RANIYA, Iraq, Nov 8, 2007 (AFP) — Veterans of the Iraqi Kurds' long war against Saddam Hussein's regime on Thursday predicted defeat for the Turkish army if it attacks Kurdish rebels hiding in the rugged Qandil mountains bordering Iran, Iraq and Turkey.

Adib Kawa, a former peshmerga who fought Saddam's army and is now a local politician in the Kurdish town of Rania not far from the mountains, said Turkish soldiers would "never" be able to flush out the rebels of the Kurdistan Workers' Party (PKK).

"Saddam's soldiers were hunting for us. They bombed us. They mounted hundreds of offensives, but they failed," said Kawa, who hid in the Qandil for a whole decade between 1981 and 1991 to escape Saddam's forces.

"The valleys are so narrow with thick forests that we hardly ever needed a cave to escape from their helicopters and if they came on foot, they suffered huge losses. They used to retreat," he said.

The massive mountain range, between 120 and 150 kilometres (75 and 90 miles) north of the regional capital Arbil, stretches from the tip of southeastern Turkey along the border with Iran.

It is a place described by Iraqis as a natural fortress with its tall peaks, deep valleys and forests that make the perfect terrain for guerrilla warfare.

The Iraqi army is not deployed in the autonomous Kurdish region in the north and access to the area is controlled by peshmerga fighters loyal to the regional government.

Kawa scoffed at the threats of military action emanating from Ankara following a series of deadly PKK attacks against the Turkish army in recent weeks.

"The PKK men are stronger than we were. They are very disciplined and their hideouts, some even underground, are formidable. The Turks can't do much to disturb them," he said.

In 1992, the Iraqi Kurds, still reeling from the offensive by Saddam's forces that followed the Gulf war the previous year, backed Turkish troops in an offensive against the PKK. Kawa was one of the peshmerga involved.

"Whenever we came near them, they disappeared like ghosts," he recalled.

"You can capture one of their positions, but it will be empty and you never have enough men to retain it."

He remembered searching caves that had been transformed into warehouses loaded with ammunition and food, carefully packed in plastic bags.

"They are seasoned, trained and fast," Kawa said of the PKK fighters. "Even with little bread, rice and tea, they can survive for months. And as they pay well, there will always be smugglers to provide them with supplies from Iran or Turkey or here."

Another former peshmerga, Mohammad Abdullah, 38, carrying a pistol in his belt and hugely built, also swears by the impregnable Qandil range.

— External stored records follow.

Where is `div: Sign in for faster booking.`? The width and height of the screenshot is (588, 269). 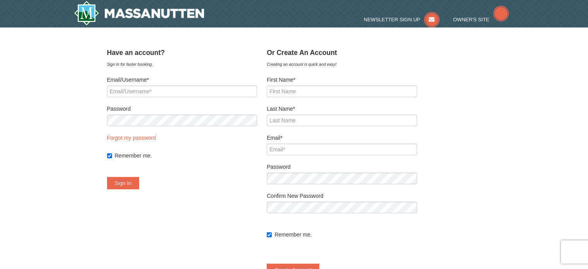
div: Sign in for faster booking. is located at coordinates (182, 64).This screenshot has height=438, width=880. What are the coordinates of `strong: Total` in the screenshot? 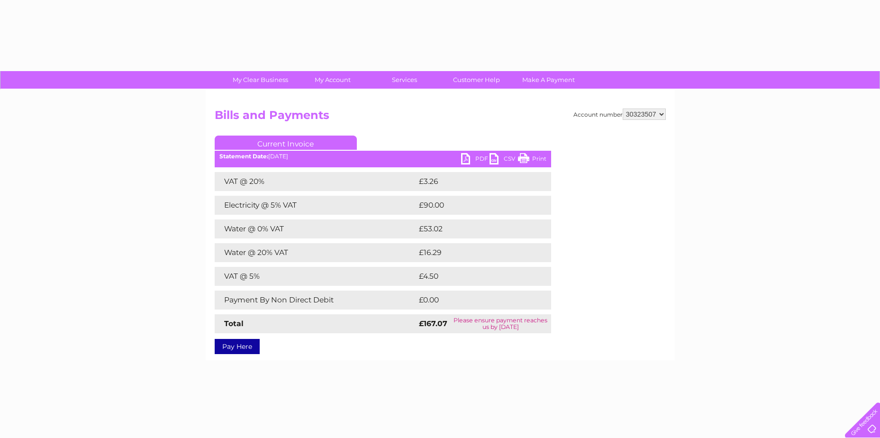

For five years, he hid out in the mountains which he dubs "the Kurdish Tora Bora," in reference to the rugged mountains of eastern Afghanistan where Al-Qaeda fighters eluded US troops and their Afghan allies.

"Nobody ever in the history of the world has conquered these mountains. If you know the Panjshir valley of (Afghan guerrilla leader) Ahmad Shah Massoud, then Qandil is even more difficult to attack."

Massoud was eventually killed by Al-Qaeda in 2001 but for years he held out against Russian troops in his valley stronghold north of Kabul.

Abdullah even brushed off Washington's assurances to Ankara that it would provide Turkey with real-time intelligence on the rebels, expected to be largely images taken by drones.

"Do the Americans have cameras that see what is under the trees?" he asks with a smile on his broad, hard face.

Abdullah said that the fact that mountains lie where the borders of Iraq, Iran and Turkey meet would also play into the hands of the PKK.

"When the pressure of Saddam used to be high or when he used chemical weapons, we used to run into Turkey or Iran. The PKK will do the same," he said.

"They just have to stay there for a month and anyway they have supporters there."

Abdullah agrees with Iraqi Kurdish leaders that the solution to the crisis lied in political dialogue rather than military action.

"You think the Turkish army does not know this? They have launched 20 offensives and always failed," he said referring to Ankara's 23-year war against the PKK.

"It will be the same again," he added.